Investigators confirm landmark autism study was bogus
A 1998 autism study by Dr. Andrew Wakefield and his team linking the MMR vaccine to the developmental disorder was "an elaborate fraud" according to investigators who looked at the veracity of Wakefield's findings. The new analysis of British researchers appeared Thursday in the online version of the journal BMJ.
Wakefield's work was hailed as a landmark study then on the field of autism research. But an examination of hospital records revealed that Wakefield changed the medical histories of the 12 children who participated in his study. Five of the twelve children were also documented to have had developmental problems prior to the study, in contrast to Wakefield's claims that all of them were normal before receiving the MMR shots.
The autism study by Wakefield had been earlier discredited and he had been stripped of his British medical license last May. Ten of his 13 co-authors had withdrawn their names from the study after finding out that it was funded by lawyers pursuing cases against vaccine makers. The medical journal Lancet, which published the study, also pulled out Wakefield's autism paper.
Many parents and health officials became concerned about the use of MMR vaccines on their children when the study came out. Measles, mumps and rubella vaccinations have declined since. "Meanwhile, the damage to public health continues, fueled by unbalanced media reporting and an ineffective response from government, researchers, journals and the medical profession," BMJ said in an editorial that came with the investigation.
Wakefield's findings based on his autism study that links vaccines and autism have not been accepted by most medical researchers and doctors.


▸ **GOAL OF THE EXERCISE**
Pictures stay out of the copy, which must hold exactly the lines from the one containing "For every button, label, input, icon, or" through the end of the material below.

□ □ □

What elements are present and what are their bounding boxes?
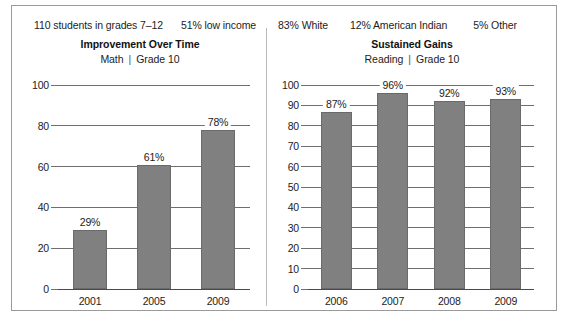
y-axis-tick [301, 166, 308, 167]
y-axis-label: 80 [272, 120, 299, 132]
chart-subtitle-right: Reading|Grade 10 [268, 53, 556, 65]
bar-value-label: 78% [205, 116, 231, 128]
chart-grade-right: Grade 10 [416, 53, 459, 65]
subtitle-separator-left: | [124, 53, 137, 65]
bar-value-label: 96% [380, 79, 406, 91]
y-axis-tick [301, 207, 308, 208]
y-axis-tick [301, 289, 308, 290]
chart-grade-left: Grade 10 [136, 53, 179, 65]
screenshot-root: 110 students in grades 7–12 51% low inco… [0, 0, 568, 322]
bar [73, 230, 106, 289]
demographic-white: 83% White [278, 19, 328, 31]
y-axis-tick [51, 248, 58, 249]
y-axis-label: 40 [272, 201, 299, 213]
y-axis-label: 20 [18, 242, 49, 254]
y-axis-label: 80 [18, 120, 49, 132]
y-axis-tick [51, 207, 58, 208]
y-axis-label: 90 [272, 99, 299, 111]
y-axis-label: 100 [272, 79, 299, 91]
chart-improvement-over-time: Improvement Over Time Math|Grade 10 0204… [14, 32, 266, 306]
bar-value-label: 87% [323, 98, 349, 110]
chart-title-right: Sustained Gains [268, 38, 556, 50]
chart-divider [266, 28, 267, 306]
chart-subtitle-left: Math|Grade 10 [14, 53, 266, 65]
bar-value-label: 61% [141, 151, 167, 163]
y-axis-label: 0 [272, 283, 299, 295]
x-axis-label: 2005 [143, 295, 166, 307]
y-axis-label: 30 [272, 222, 299, 234]
y-axis-label: 100 [18, 79, 49, 91]
chart-sustained-gains: Sustained Gains Reading|Grade 10 0102030… [268, 32, 556, 306]
bar-value-label: 92% [436, 87, 462, 99]
y-axis-label: 10 [272, 263, 299, 275]
bar-value-label: 93% [493, 85, 519, 97]
y-axis-label: 20 [272, 242, 299, 254]
y-axis-tick [51, 289, 58, 290]
plot-area-right: 010203040506070809010087%200696%200792%2… [308, 85, 534, 289]
chart-subject-right: Reading [365, 53, 404, 65]
y-axis-label: 60 [272, 161, 299, 173]
chart-panel: 110 students in grades 7–12 51% low inco… [11, 5, 557, 311]
y-axis-tick [51, 85, 58, 86]
y-axis-tick [301, 248, 308, 249]
plot-area-left: 02040608010029%200161%200578%2009 [58, 85, 250, 289]
bar [434, 101, 465, 289]
bar [321, 112, 352, 289]
x-axis-label: 2007 [381, 295, 404, 307]
y-axis-tick [301, 105, 308, 106]
bar [137, 165, 170, 289]
y-axis-tick [301, 85, 308, 86]
x-axis-label: 2006 [325, 295, 348, 307]
y-axis-label: 40 [18, 201, 49, 213]
demographic-enrollment: 110 students in grades 7–12 [34, 19, 163, 31]
demographic-low-income: 51% low income [181, 19, 256, 31]
y-axis-label: 50 [272, 181, 299, 193]
bar [377, 93, 408, 289]
y-axis-label: 70 [272, 140, 299, 152]
y-axis-label: 0 [18, 283, 49, 295]
y-axis-tick [301, 227, 308, 228]
y-axis-tick [51, 125, 58, 126]
demographic-american-indian: 12% American Indian [350, 19, 447, 31]
x-axis-label: 2008 [438, 295, 461, 307]
bar [201, 130, 234, 289]
y-axis-label: 60 [18, 161, 49, 173]
y-axis-tick [301, 187, 308, 188]
y-axis-tick [301, 146, 308, 147]
y-axis-tick [301, 268, 308, 269]
chart-title-left: Improvement Over Time [14, 38, 266, 50]
chart-subject-left: Math [100, 53, 123, 65]
bar-value-label: 29% [77, 216, 103, 228]
bar [490, 99, 521, 289]
y-axis-tick [51, 166, 58, 167]
x-axis-label: 2001 [79, 295, 102, 307]
demographic-other: 5% Other [473, 19, 517, 31]
x-axis-label: 2009 [494, 295, 517, 307]
y-axis-tick [301, 125, 308, 126]
gridline [58, 85, 250, 86]
subtitle-separator-right: | [403, 53, 416, 65]
x-axis-label: 2009 [207, 295, 230, 307]
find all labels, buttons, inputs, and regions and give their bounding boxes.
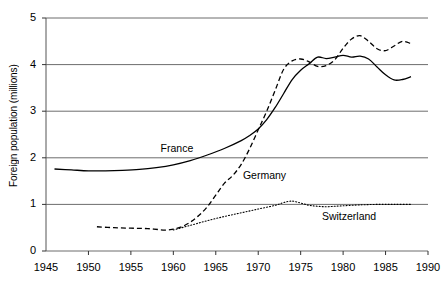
x-tick-label: 1950	[68, 262, 108, 273]
x-tick-label: 1960	[153, 262, 193, 273]
y-tick-label: 4	[20, 59, 36, 70]
series-line-france	[54, 55, 411, 171]
y-tick-label: 0	[20, 245, 36, 256]
y-tick-label: 3	[20, 105, 36, 116]
series-label-france: France	[161, 143, 194, 154]
x-tick-label: 1970	[238, 262, 278, 273]
y-tick-label: 1	[20, 198, 36, 209]
series-label-switzerland: Switzerland	[322, 211, 376, 222]
y-tick-label: 5	[20, 12, 36, 23]
x-tick-label: 1955	[111, 262, 151, 273]
y-tick-label: 2	[20, 152, 36, 163]
x-tick-label: 1965	[196, 262, 236, 273]
x-tick-label: 1975	[281, 262, 321, 273]
series-label-germany: Germany	[243, 170, 286, 181]
x-tick-label: 1980	[323, 262, 363, 273]
x-tick-label: 1945	[26, 262, 66, 273]
x-tick-label: 1990	[408, 262, 445, 273]
x-tick-label: 1985	[366, 262, 406, 273]
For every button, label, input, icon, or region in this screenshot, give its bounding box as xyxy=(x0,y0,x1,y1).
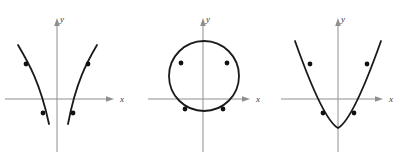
parabola-graph: y x xyxy=(273,0,406,166)
x-axis-label: x xyxy=(388,94,393,104)
x-axis-label: x xyxy=(255,94,260,104)
x-axis-label: x xyxy=(119,94,124,104)
hyperbola-graph: y x xyxy=(0,0,140,166)
circle-graph: y x xyxy=(140,0,273,166)
point-marker xyxy=(225,61,230,66)
point-marker xyxy=(352,111,357,116)
figure-panel-circle: y x xyxy=(140,0,273,166)
y-axis-arrowhead xyxy=(54,18,60,26)
point-marker xyxy=(86,62,91,67)
point-marker xyxy=(308,62,313,67)
x-axis-arrowhead xyxy=(106,96,114,102)
point-marker xyxy=(183,107,188,112)
y-axis-label: y xyxy=(340,14,345,24)
point-marker xyxy=(321,111,326,116)
x-axis-arrowhead xyxy=(375,96,383,102)
y-axis-label: y xyxy=(205,14,210,24)
point-marker xyxy=(179,61,184,66)
point-marker xyxy=(71,111,76,116)
y-axis-arrowhead xyxy=(335,18,341,26)
point-marker xyxy=(221,107,226,112)
figure-panel-parabola: y x xyxy=(273,0,406,166)
y-axis-label: y xyxy=(59,14,64,24)
y-axis-arrowhead xyxy=(200,18,206,26)
point-marker xyxy=(365,62,370,67)
point-marker xyxy=(41,111,46,116)
point-marker xyxy=(24,62,29,67)
figure-strip: y x y x xyxy=(0,0,406,166)
circle-curve xyxy=(169,41,239,111)
x-axis-arrowhead xyxy=(242,96,250,102)
figure-panel-hyperbola: y x xyxy=(0,0,140,166)
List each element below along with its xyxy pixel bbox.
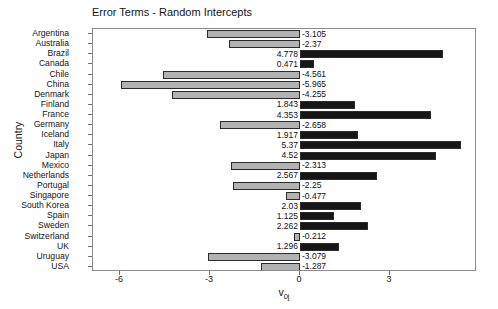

□ □ □

▸ **YOUR SOLUTION**
For every button, label, input, icon, or region in this screenshot, give its bounding box as xyxy=(x0,y0,x1,y1).
parabola-graph: y x xyxy=(273,0,406,166)
x-axis-label: x xyxy=(388,94,393,104)
x-axis-label: x xyxy=(255,94,260,104)
x-axis-label: x xyxy=(119,94,124,104)
hyperbola-graph: y x xyxy=(0,0,140,166)
circle-graph: y x xyxy=(140,0,273,166)
point-marker xyxy=(225,61,230,66)
point-marker xyxy=(352,111,357,116)
figure-panel-circle: y x xyxy=(140,0,273,166)
y-axis-arrowhead xyxy=(54,18,60,26)
point-marker xyxy=(86,62,91,67)
point-marker xyxy=(308,62,313,67)
x-axis-arrowhead xyxy=(106,96,114,102)
point-marker xyxy=(183,107,188,112)
y-axis-label: y xyxy=(340,14,345,24)
point-marker xyxy=(321,111,326,116)
x-axis-arrowhead xyxy=(375,96,383,102)
y-axis-label: y xyxy=(205,14,210,24)
point-marker xyxy=(179,61,184,66)
point-marker xyxy=(71,111,76,116)
y-axis-arrowhead xyxy=(335,18,341,26)
point-marker xyxy=(221,107,226,112)
figure-panel-parabola: y x xyxy=(273,0,406,166)
y-axis-label: y xyxy=(59,14,64,24)
y-axis-arrowhead xyxy=(200,18,206,26)
point-marker xyxy=(365,62,370,67)
point-marker xyxy=(41,111,46,116)
point-marker xyxy=(24,62,29,67)
figure-strip: y x y x xyxy=(0,0,406,166)
circle-curve xyxy=(169,41,239,111)
x-axis-arrowhead xyxy=(242,96,250,102)
figure-panel-hyperbola: y x xyxy=(0,0,140,166)
List each element below along with its xyxy pixel bbox.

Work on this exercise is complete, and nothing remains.